Internal difficulties began to surface in Gush Emunim as a result of its institutionalization and the emergence of a bureaucracy. The settler population, its natural base of support, had become more heterogeneous. Many settlers had moved to the territories for economic rather than ideological reasons. There were more radical and more moderate forces, and a Jewish Underground at work within the movement. It was involved in terrorist activities against Palestinians in the years 1980 to 1984. It had planned to blow up the Mosques on the Temple Mount. The efforts of Daniela Weiss, who had been elected Secretary General of the movement in 1984, to have the members of the Jewish Underground released, brought the crisis to a head. Efforts of the more moderate elements within the movement, including Rabbi Yo`el Bin-Nun, Rabbi Menahem Froman, and Hanan Porath to change the militant leadersbip, failed. This resulted in the disintegration of Gush Emunim.

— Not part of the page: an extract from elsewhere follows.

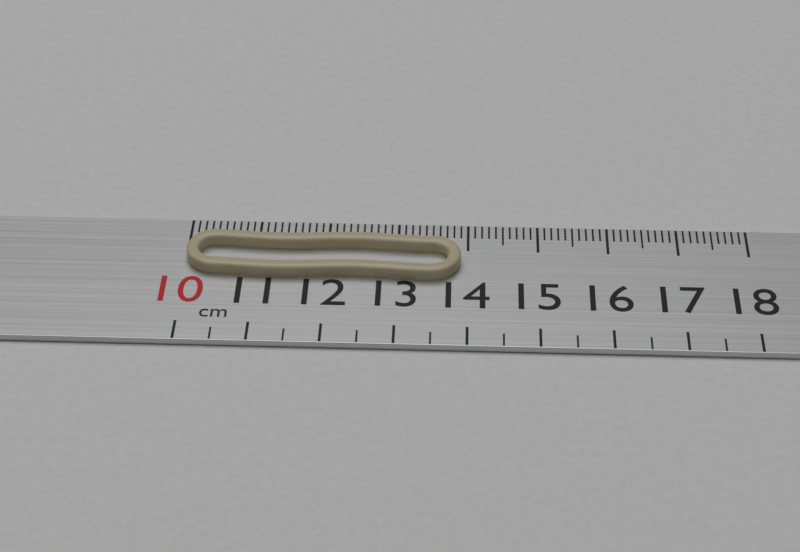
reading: 13.9 cm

In the elections to the thirteenth Knesset in 1992, the leaders of Gush Emunim did not manage to run together in a single list. The two lists identified with Gush Emunim, the Tehiya and a list established by Levinger, failed to qualify. An effort by Rabbi Binyamin Alan to set up a new movement by the name of "Emunium" did not succeed. Alan himself entered the fourteenth Knesset as a member of the Moledet Party.
Gush Emunim had a significant influence within the National-Religious Party (Mifdaf),and had gradually done much to shape the National-Religious Party`s political position on the territorial aspects of the Arab Israel Conflict and settlement policy. Since the general elections of 1996, members that had identified with Gush Emunim became a majority in the Mifdal Party`s Knesset representation. Thus, in a sense, the National-Religious Party has become the successor to Gush Emunim.